The Court of Appeals' opinion today is designated "Not To Be Published." This means that although it is the most recent case affirming well-entrenched legal precedent, *it* cannot be cited as precedent.

But in a curious twist, the court included a footnote inviting "[e]ither party [to] . . . move the Court of Appeals to publish the opinion notwithstanding the Court's designation," stating the reasons for urging publication.

It's most unlikely that KSP will do so, but nearly certain that Trageser will.

Today's victory comes on the heels of finalization of a Court of Appeals opinion — University of Kentucky v Lexington Herald-Leader —late last year. That opinion narrowed the scope of the preliminary documents exceptions by rejected UK's argument that records must be expressly incorporated into final action before they lose their preliminary characterization.

https://cases.justia.com/kentucky/court-of-appeals/2018-2017-ca-001423-…

The noose is tightening on agency abuse of the preliminary documents exceptions.

One other interesting side note.

The Attorney General's open records decision from which KSP took its appeal to the Franklin Circuit Court and the Court of Appeals was issued by *Attorney General* Andy Beshear in 2016.

https://ag.ky.gov/Priorities/Government-Transparency/orom/2016/16ORD106…

The question is, therefore: Will Governor Beshear support an executive branch agency's (KSP and the Justice Cabinet) decision to petition the Kentucky Supreme Court for discretionary review to reverse an open records decision, favoring Trageser's and the public's rights, that he issued as Attorney General?

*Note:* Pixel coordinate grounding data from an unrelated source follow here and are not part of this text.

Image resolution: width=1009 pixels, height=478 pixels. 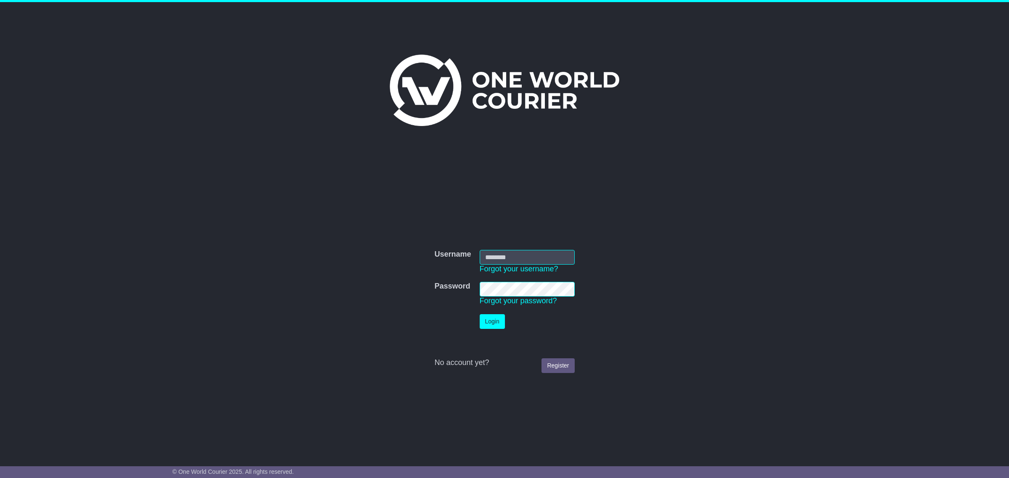 I want to click on label: Username, so click(x=452, y=255).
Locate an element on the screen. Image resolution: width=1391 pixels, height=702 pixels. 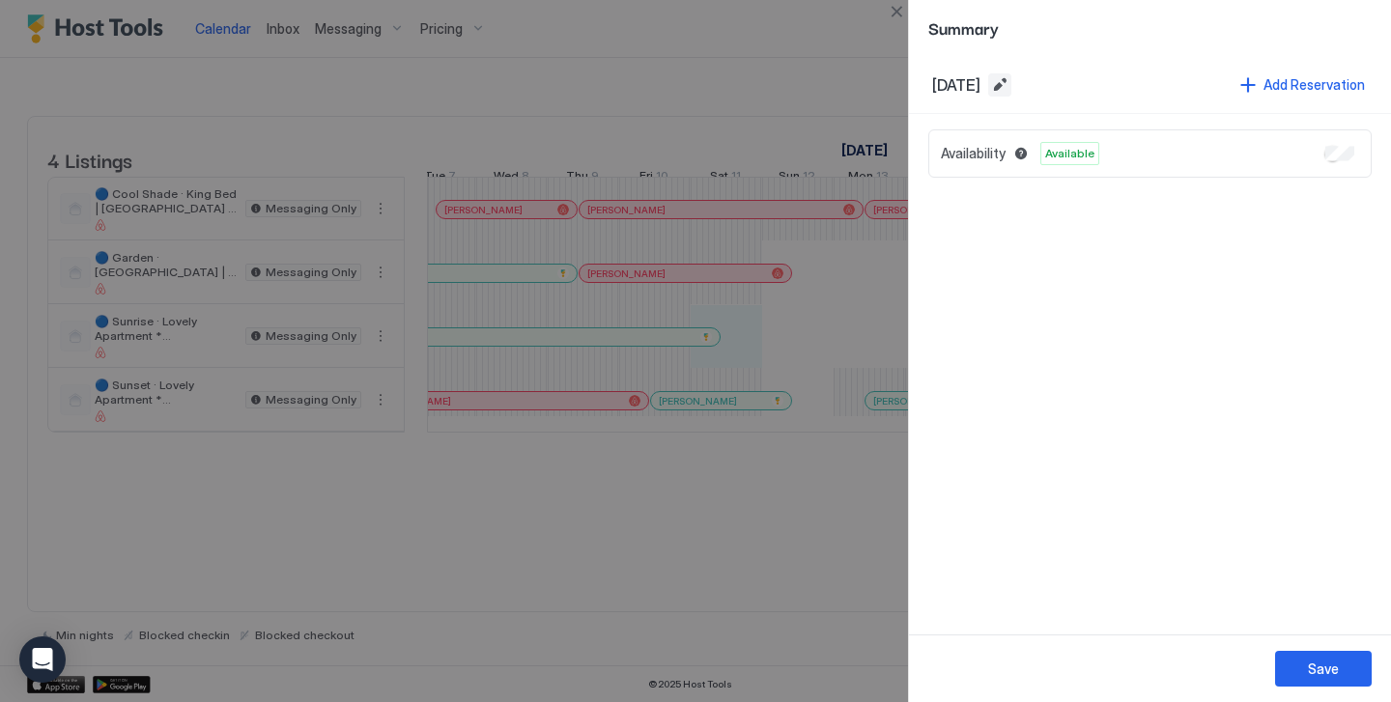
span: Summary is located at coordinates (1149, 27).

Not a single dime of taxpayer money should, in our view, be spent pursuing this case any further.

Trageser did not seek and was not awarded attorneys' fees, costs, or penalties, but the efforts expended by the KSP legal staff have quantifiable monetary value. Let's not waste KSP's time and the associated taxpayer costs by exhausting all faint procedural hope and further delaying access to records first requested in 2015.

Clearly, Governor Beshear has matters of far greater importance on his mind. Then again, isn't securing the public's right to know of some importance — now and going forward?